History of Icons
Posts in The Copybook tagged ‘History of Icons’
It is one of the world’s most recognisable works of art, and a symbol of God’s blessing on all Christian Rus’.
The Theotokos of Vladimir is an icon of Mary embracing her child Jesus, which came to Kiev from Constantinople in the 1130s. Not only has it become one of the world’s most recognisable works of sacred art, but on several occasions it has been credited with delivering the Christians of Rus’ from seemingly inevitable disaster.
In 1274, the Pope and the Patriarch of Constantinople signed a historic reunion, but there were some formidable dissenters.

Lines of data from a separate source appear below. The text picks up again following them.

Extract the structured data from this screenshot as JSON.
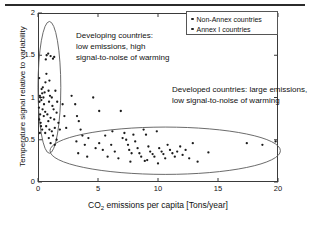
{
  "chart_data": {
    "type": "scatter",
    "title": "",
    "xlabel": "CO2 emissions per capita [Tons/year]",
    "xlabel_main": "CO",
    "xlabel_sub": "2",
    "xlabel_rest": " emissions per capita [Tons/year]",
    "ylabel": "Temperature signal relative to variability",
    "xlim": [
      0,
      20
    ],
    "ylim": [
      0,
      2
    ],
    "xticks": [
      "0",
      "5",
      "10",
      "15",
      "20"
    ],
    "xtick_values": [
      0,
      5,
      10,
      15,
      20
    ],
    "yticks": [
      "0",
      "0.5",
      "1",
      "1.5",
      "2"
    ],
    "ytick_values": [
      0,
      0.5,
      1,
      1.5,
      2
    ],
    "grid": false,
    "legend_position": "top-right",
    "legend": [
      {
        "label": "Non-Annex countries",
        "marker": "dot",
        "color": "#1b1b1b"
      },
      {
        "label": "Annex I countries",
        "marker": "dot",
        "color": "#1b1b1b"
      }
    ],
    "annotations": [
      {
        "id": "developing",
        "lines": [
          "Developing countries:",
          "low emissions, high",
          "signal-to-noise of warming"
        ],
        "text": "Developing countries: low emissions, high signal-to-noise of warming"
      },
      {
        "id": "developed",
        "lines": [
          "Developed countries:  large emissions,",
          "low signal-to-noise of warming"
        ],
        "text": "Developed countries: large emissions, low signal-to-noise of warming"
      }
    ],
    "ellipses": [
      {
        "id": "developing-ellipse",
        "cx": 0.95,
        "cy": 1.12,
        "rx": 0.95,
        "ry": 0.78,
        "rotation": 0
      },
      {
        "id": "developed-ellipse",
        "cx": 10.6,
        "cy": 0.37,
        "rx": 9.6,
        "ry": 0.28,
        "rotation": 0
      }
    ],
    "series": [
      {
        "name": "Non-Annex countries",
        "points": [
          [
            0.1,
            1.23
          ],
          [
            0.15,
            1.02
          ],
          [
            0.12,
            0.95
          ],
          [
            0.08,
            0.88
          ],
          [
            0.2,
            1.0
          ],
          [
            0.18,
            0.8
          ],
          [
            0.1,
            0.74
          ],
          [
            0.22,
            0.7
          ],
          [
            0.3,
            1.1
          ],
          [
            0.35,
            1.05
          ],
          [
            0.28,
            0.97
          ],
          [
            0.4,
            1.12
          ],
          [
            0.45,
            1.0
          ],
          [
            0.38,
            0.86
          ],
          [
            0.5,
            0.92
          ],
          [
            0.55,
            1.06
          ],
          [
            0.48,
            0.78
          ],
          [
            0.6,
            0.83
          ],
          [
            0.65,
            1.45
          ],
          [
            0.72,
            1.5
          ],
          [
            0.85,
            1.52
          ],
          [
            1.05,
            1.49
          ],
          [
            1.25,
            1.46
          ],
          [
            1.35,
            1.48
          ],
          [
            0.7,
            1.28
          ],
          [
            0.95,
            1.2
          ],
          [
            0.62,
            1.18
          ],
          [
            0.88,
            1.08
          ],
          [
            1.0,
            1.02
          ],
          [
            1.15,
            1.0
          ],
          [
            0.92,
            0.95
          ],
          [
            1.2,
            0.9
          ],
          [
            1.45,
            1.08
          ],
          [
            1.3,
            0.86
          ],
          [
            0.78,
            0.8
          ],
          [
            1.05,
            0.76
          ],
          [
            0.86,
            0.72
          ],
          [
            1.35,
            0.74
          ],
          [
            1.55,
            0.82
          ],
          [
            1.6,
            0.95
          ],
          [
            0.68,
            0.66
          ],
          [
            0.95,
            0.62
          ],
          [
            1.15,
            0.6
          ],
          [
            1.4,
            0.64
          ],
          [
            1.7,
            0.7
          ],
          [
            1.82,
            0.62
          ],
          [
            1.25,
            0.55
          ],
          [
            0.9,
            0.52
          ],
          [
            1.55,
            0.5
          ],
          [
            1.05,
            0.46
          ],
          [
            1.4,
            0.44
          ],
          [
            0.6,
            0.58
          ],
          [
            0.35,
            0.62
          ],
          [
            0.25,
            0.66
          ],
          [
            0.15,
            0.58
          ],
          [
            2.05,
            0.92
          ],
          [
            2.2,
            0.78
          ],
          [
            2.35,
            0.64
          ],
          [
            3.1,
            0.92
          ],
          [
            3.25,
            0.78
          ],
          [
            3.4,
            0.72
          ],
          [
            3.55,
            0.62
          ],
          [
            3.7,
            0.55
          ],
          [
            3.2,
            0.48
          ],
          [
            3.9,
            0.44
          ],
          [
            3.35,
            0.34
          ],
          [
            4.2,
            0.52
          ],
          [
            4.6,
            1.0
          ],
          [
            5.1,
            0.84
          ],
          [
            2.8,
            1.02
          ],
          [
            4.1,
            0.3
          ],
          [
            4.8,
            0.4
          ]
        ]
      },
      {
        "name": "Annex I countries",
        "points": [
          [
            5.1,
            0.46
          ],
          [
            5.4,
            0.38
          ],
          [
            5.8,
            0.3
          ],
          [
            6.1,
            0.44
          ],
          [
            6.4,
            0.36
          ],
          [
            6.7,
            0.28
          ],
          [
            6.9,
            0.84
          ],
          [
            7.05,
            0.52
          ],
          [
            7.2,
            0.58
          ],
          [
            7.35,
            0.5
          ],
          [
            7.5,
            0.44
          ],
          [
            7.6,
            0.38
          ],
          [
            7.8,
            0.34
          ],
          [
            7.95,
            0.56
          ],
          [
            8.1,
            0.48
          ],
          [
            8.3,
            0.4
          ],
          [
            8.45,
            0.34
          ],
          [
            8.6,
            0.3
          ],
          [
            8.8,
            0.62
          ],
          [
            9.0,
            0.56
          ],
          [
            9.2,
            0.42
          ],
          [
            9.35,
            0.36
          ],
          [
            9.55,
            0.33
          ],
          [
            9.7,
            0.3
          ],
          [
            9.9,
            0.6
          ],
          [
            10.1,
            0.4
          ],
          [
            10.3,
            0.36
          ],
          [
            10.45,
            0.33
          ],
          [
            10.6,
            0.28
          ],
          [
            10.8,
            0.44
          ],
          [
            11.0,
            0.38
          ],
          [
            11.2,
            0.34
          ],
          [
            11.4,
            0.3
          ],
          [
            11.6,
            0.36
          ],
          [
            11.85,
            0.42
          ],
          [
            12.05,
            0.32
          ],
          [
            12.3,
            0.38
          ],
          [
            12.6,
            0.28
          ],
          [
            12.9,
            0.46
          ],
          [
            13.3,
            0.24
          ],
          [
            14.2,
            0.35
          ],
          [
            17.4,
            0.46
          ],
          [
            18.7,
            0.44
          ],
          [
            19.8,
            0.48
          ],
          [
            6.2,
            0.6
          ],
          [
            5.6,
            0.55
          ],
          [
            8.9,
            0.25
          ],
          [
            10.0,
            0.22
          ],
          [
            7.7,
            0.24
          ],
          [
            9.1,
            0.26
          ]
        ]
      }
    ]
  }
}
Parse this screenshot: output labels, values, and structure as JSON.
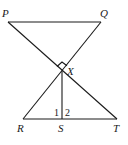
{
  "diagram": {
    "type": "geometry-figure",
    "points": {
      "P": {
        "label": "P",
        "x": 8,
        "y": 22
      },
      "Q": {
        "label": "Q",
        "x": 101,
        "y": 22
      },
      "X": {
        "label": "X",
        "x": 62,
        "y": 71
      },
      "R": {
        "label": "R",
        "x": 23,
        "y": 119
      },
      "S": {
        "label": "S",
        "x": 62,
        "y": 119
      },
      "T": {
        "label": "T",
        "x": 117,
        "y": 119
      }
    },
    "segments": [
      "PQ",
      "PT",
      "QR",
      "RT",
      "XS"
    ],
    "right_angle_at": "X",
    "angle_labels": {
      "angle1": "1",
      "angle2": "2"
    }
  }
}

In 1261, the Roman Emperor Michael Palaeologos won his battered empire back from the Crusaders, but Charles, Count of Anjou, was eager to reconquer the East and bring its ‘schismatic’ Christians under the Pope. Michael instructed the Greek Church to give in and save his crown, but twenty-six monks of Mount Athos were more concerned with their consciences.
An obscure officer in the Roman Army gains a dizzying promotion after performing a simple act of kindness.
In the fifth century, about the time when St Patrick was preaching in Ireland, far away in the Roman Empire’s glorious capital of Constantinople an obscure Roman soldier performed a kindness for a blind man which brought the most rapid promotion one could ever imagine.
The young Roman Emperor Theophilus backed away from marriage to the formidable Cassiani, but he could not forget her.
Cassiani was a nun of noble birth in the Roman Empire’s capital city, Constantinople, during the 9th century. Her gift for poetry and hymn-writing was widely admired, and the Eastern service-books are littered with her works. The most famous is a Hymn for Wednesday in Holy Week, and thereby hangs quite a tale.
By the early eighth century, sacred art was thriving in newly-Christian England, but in the East seeds of doubt and confusion had been sown.
Although we associate icons with Eastern Christianity, many churches in Britain prior to the Reformation, and especially in the Anglo-Saxon era before the Conquest of 1066, were wall-to-wall, floor-to-roof, a patchwork of frescoes of saints, Biblical scenes, flowers and animals. Indeed, it was in the East that doubts about sacred art first arose.
A tenth-century Greek monk is joined by a total stranger for Mattins.
In the days of St Dunstan (r. 959-988), Archbishop of Canterbury to King Ethelred the Unready, over in Greece an otherwise comfortably obscure fellow monk – we still do not know his name – was entertaining a guest of even greater royalty.